Every financial crunch teaches a universal truth: ‘liquidity’ is denominated in the currency of one’s living expenses and debt payments. As savings burn through, and cash flow declines, other asset classes become luxuries one can no longer afford. The natural response is to then look to sell (exchange) other assets for needed cash.
The trouble is humans tend to run in herds when it comes to asset collection and notions of value. We have lived through a decade where falling interest rates made people increasingly convinced that cash was trash and other financial assets and tangible/collectable/commodities were most valuable. Product sellers grew fat on the fad.
History assures us that following such periods, notions of value tend to reverse– equal and opposite in the other direction– as a drop in cash flow and/or confidence prompts a desire to raise liquidity. As tensions spread, a full blown liquidation phase frequently takes hold: where sellers overwhelm interested buyers, and prices collapse in the process. Even holders not needing or wanting to sell, are hammered with losses.
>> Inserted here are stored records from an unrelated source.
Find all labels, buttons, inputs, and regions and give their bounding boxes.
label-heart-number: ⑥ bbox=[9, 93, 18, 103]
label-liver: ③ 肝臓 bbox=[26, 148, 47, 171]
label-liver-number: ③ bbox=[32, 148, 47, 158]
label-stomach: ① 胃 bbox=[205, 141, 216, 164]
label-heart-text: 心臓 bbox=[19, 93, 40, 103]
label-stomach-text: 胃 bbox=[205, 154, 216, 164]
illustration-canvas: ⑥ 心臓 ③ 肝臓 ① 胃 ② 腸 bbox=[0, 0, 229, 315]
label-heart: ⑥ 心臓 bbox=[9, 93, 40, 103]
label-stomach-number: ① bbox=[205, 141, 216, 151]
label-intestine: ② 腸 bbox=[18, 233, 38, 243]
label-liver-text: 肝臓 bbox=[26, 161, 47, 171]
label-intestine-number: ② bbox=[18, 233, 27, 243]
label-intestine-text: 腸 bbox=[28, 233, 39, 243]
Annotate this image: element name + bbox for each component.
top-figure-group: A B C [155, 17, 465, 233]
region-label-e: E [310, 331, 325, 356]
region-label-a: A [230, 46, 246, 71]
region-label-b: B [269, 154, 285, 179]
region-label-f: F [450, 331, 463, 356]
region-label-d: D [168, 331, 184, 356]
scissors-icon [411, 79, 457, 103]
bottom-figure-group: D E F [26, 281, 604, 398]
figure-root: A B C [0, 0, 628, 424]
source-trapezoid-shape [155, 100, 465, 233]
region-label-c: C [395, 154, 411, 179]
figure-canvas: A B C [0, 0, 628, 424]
The ongoing plunge in commodity prices since 2011, is a classic example of this cycle in motion. The sharp drop in the price of oil is leaving previously over-confident producers in financial shock. Venezuela is one striking example. With 95% of its export revenue dependent on oil, cash flow is in sharp retreat. But having placed 68% of its international reserves in gold bullion–which has also been falling in value for 4 years and 15% since January alone— Venezuela is learning the hard way that gold is not the currency it needs to pay living expenses and debtors. See: Ravaged by Oil’s collapse, Venezuela now has a big gold problem.
The decline threatens to erode reserves the cash-strapped country relies on to pay its foreign debt…
Venezuela’s dollar-denominated bonds have lost 19.2 percent in the past three months, the most in emerging markets, as the collapse in oil exacerbates concern the nation will run out of money to pay debt. Yields on its benchmark notes climbed past 26 percent on Aug. 6, the highest since February…
Venezuela’s reserves could fall below $15 billion if gold prices fall further or if the government decides to liquidate some of its holdings, according to Sarah Glendon, the head of sovereign research at Gramercy Funds Management.
In April, Caracas-based newspaper El Nacional reported that the central bank swapped $1 billion of its gold reserves for a cash injection. And in 2012, then President Hugo Chavez repatriated most of the country’s gold reserves.
Venezuela has drawn down reserves about $1 billion a month this year to counter the drop in oil prices, Morgan Stanley said in a note to clients last month.
“It’s a question of what weighs more in their mind: servicing their debt or holding their gold in Caracas?” Gramercy’s Glendon said from Greenwich, Connecticut. “It’s going to be extremely challenging for Venezuela to get another source of dollars.”